Word: reared
(lookup in dictionary)
(lookup stats)
Dates: all
Sort By: most recent first
(reverse)
...commandos appeared, wearing civilian clothes (with identifying red armbands) and carrying automatic weap ons, rockets and enough high explosives to demolish the building. Attacking simultaneously, some of the guerrillas blasted a hole in the concrete wall with an antitank gun and swarmed through it; others quickly scaled a rear fence...
...ships, sometimes stopping dead in the water directly in front of it. At other times, Soviet ships would run closely parallel to the U.S. vessels, using the sounds of their engines and propellers to drown out reception from the U.S. underwater listening gear. The U.S. task force commander, Rear Admiral William A. Cockell Jr., told TIME's Tokyo bureau chief Edwin Reingold, "In some cases our ships have had to back off." When they did, their search patterns were spoiled...
...Soviet interceptor jets do not normally carry tracer ammunition. In any case, the Korean pilot apparently did not see the bursts, because even after they were fired he made no mention of anything unusual when he contacted controllers in Tokyo. The scrambling Soviet fighters generally stayed to the rear of the passenger plane and made no apparent attempt to get close enough to signal their presence. Indeed, one of the other revisions in the transcripts reveals the Su-15 pilot saying, "He still can't see me." Unfortunately, this created another ambiguity: Did the Soviet pilot mean that...

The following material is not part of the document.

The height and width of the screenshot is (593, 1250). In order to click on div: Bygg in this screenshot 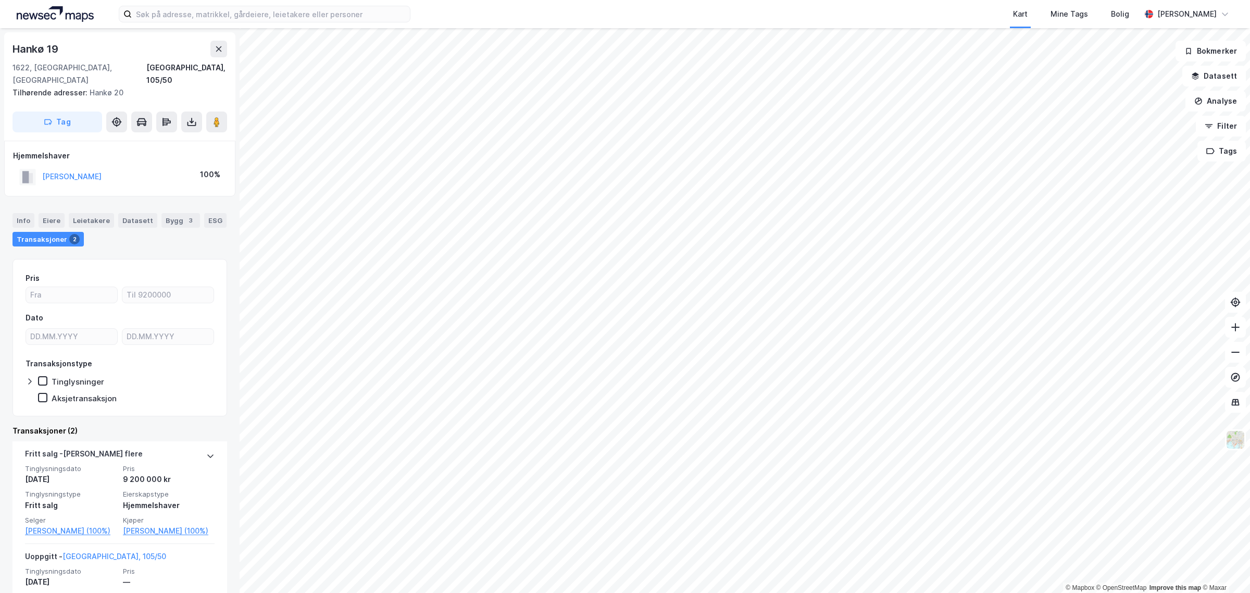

...final assault on the Nationalists; he and the entire Central Committee were to be on the march for the next two years. Mao, says the guide, left Yanan on March 19, 1947, maneuvering to lure Chiang Kai-shek after him while he closed in on Chiang's rear. The guide took us to where a red memorial now stands to Mao's son, killed by the artillery of the enemy in Korea, the enemy unnamed in courtesy to this American visitor...
...pilot of the Su-15, traveling southwestward at an undetermined altitude, reports to ground control that he has spotted the airliner. "I'm flying behind," he says seconds later. For approximately the next three minutes he stalks the unsuspecting jet from the rear...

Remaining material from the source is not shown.